I think Jeff Bridges is great in Crazy Heart but that Mickey Rourke is even better in The Wrestler. It's tough to say why exactly but it doesn’t have to do with a "narrow, unchallenging role" I don't think. After all why is it more complex and challenging playing a battered professional wrestler trying to get back former glory than a self destructive battered, alcoholic country singer songwriter with real genius who has given up on any chance of former glory?
(Sidebar-- but when lately has there been a braver, more affecting performance by an actress than Marissa Tomei's in The Wrestler?)
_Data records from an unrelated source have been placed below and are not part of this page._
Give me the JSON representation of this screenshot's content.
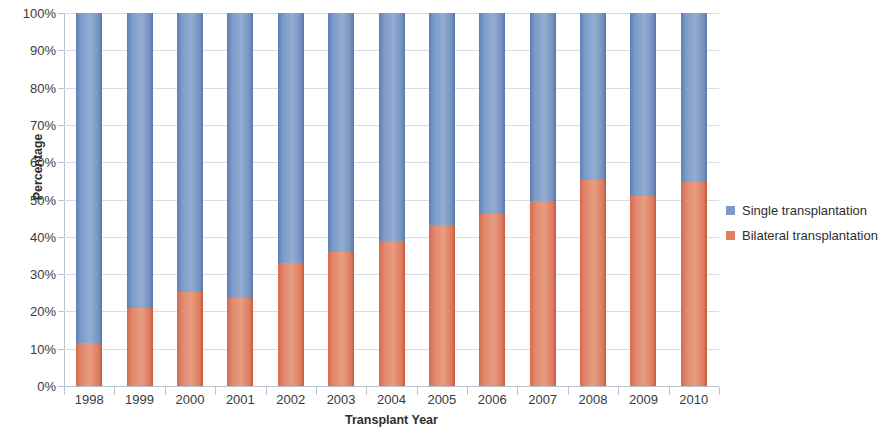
{
  "chart_data": {
    "type": "bar",
    "stacked": true,
    "title": "",
    "xlabel": "Transplant Year",
    "ylabel": "Percentage",
    "categories": [
      "1998",
      "1999",
      "2000",
      "2001",
      "2002",
      "2003",
      "2004",
      "2005",
      "2006",
      "2007",
      "2008",
      "2009",
      "2010"
    ],
    "series": [
      {
        "name": "Bilateral transplantation",
        "color": "#de8165",
        "values": [
          11.5,
          21.0,
          25.3,
          23.5,
          33.0,
          35.8,
          38.9,
          43.2,
          46.2,
          49.6,
          55.2,
          51.0,
          54.6
        ]
      },
      {
        "name": "Single transplantation",
        "color": "#7d99c4",
        "values": [
          88.5,
          79.0,
          74.7,
          76.5,
          67.0,
          64.2,
          61.1,
          56.8,
          53.8,
          50.4,
          44.8,
          49.0,
          45.4
        ]
      }
    ],
    "ylim": [
      0,
      100
    ],
    "y_ticks": [
      "0%",
      "10%",
      "20%",
      "30%",
      "40%",
      "50%",
      "60%",
      "70%",
      "80%",
      "90%",
      "100%"
    ],
    "y_tick_values": [
      0,
      10,
      20,
      30,
      40,
      50,
      60,
      70,
      80,
      90,
      100
    ],
    "grid": true,
    "legend_position": "right",
    "legend": [
      {
        "label": "Single transplantation",
        "color": "#7d99c4",
        "swatch": "legend-swatch-single"
      },
      {
        "label": "Bilateral transplantation",
        "color": "#de8165",
        "swatch": "legend-swatch-bilateral"
      }
    ]
  }
}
I think it has to do with Rourke's sheer emotional resonance. In fact a case could be made for the more challenging and wider role to be Bridge's. His character has some things the Rourke character didn't have: self destructiveness, creative genius, acute intelligence, his song writing, and real artistic talent, his performing expertise. The way these things keep shining through even in his most drunken performances in the lowliest of dives--I've seen dozens of such wiped out, forceful, great talents in my lifetime of going to grungy blues clubs--is a marvel of great and subtle acting. So too is the understated and believable relationship between him and Colin Farrell, which steers so wide of clichés about Nashville ersatz country misappropriating real country.
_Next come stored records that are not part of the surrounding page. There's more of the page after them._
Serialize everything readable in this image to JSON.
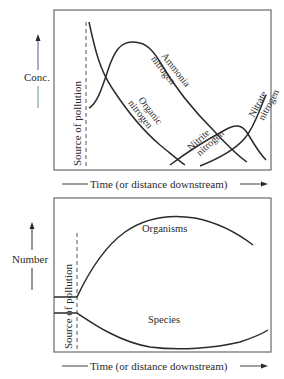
{
  "top_chart": {
    "y_axis_label": "Conc.",
    "x_axis_label": "Time (or distance downstream)",
    "source_label": "Source of pollution",
    "curves": [
      {
        "name": "organic-nitrogen",
        "label_line1": "Organic",
        "label_line2": "nitrogen"
      },
      {
        "name": "ammonia-nitrogen",
        "label_line1": "Ammonia",
        "label_line2": "nitrogen"
      },
      {
        "name": "nitrite-nitrogen",
        "label_line1": "Nitrite",
        "label_line2": "nitrogen"
      },
      {
        "name": "nitrate-nitrogen",
        "label_line1": "Nitrate",
        "label_line2": "nitrogen"
      }
    ]
  },
  "bottom_chart": {
    "y_axis_label": "Number",
    "x_axis_label": "Time (or distance downstream)",
    "source_label": "Source of pollution",
    "curves": [
      {
        "name": "organisms",
        "label": "Organisms"
      },
      {
        "name": "species",
        "label": "Species"
      }
    ]
  },
  "colors": {
    "line": "#2b2b2b",
    "frame": "#6a6a6a",
    "conc_arrow_upper": "#4a5aa8",
    "conc_arrow_lower": "#5a9a86"
  }
}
Also I'm not sure that Duvall in Tender Mercies--my all time favourite "small movie"--is so superior to Bridges in Crazy Heart. I'd prefer to say they were both superb and different for all their similarities. Duvall was about gaining redemption; Bridges was about gaining equilibrium.
And in the same way I'm not so sure that Tender Mercies is so superior to Crazy Heart. But this I can say: even more than Tender Mercies, Crazy Heart--through Bridges himself, part of the greatness of his performance in fact--reminds us and illuminates the prosaic, heart breaking genius of the greatest country music.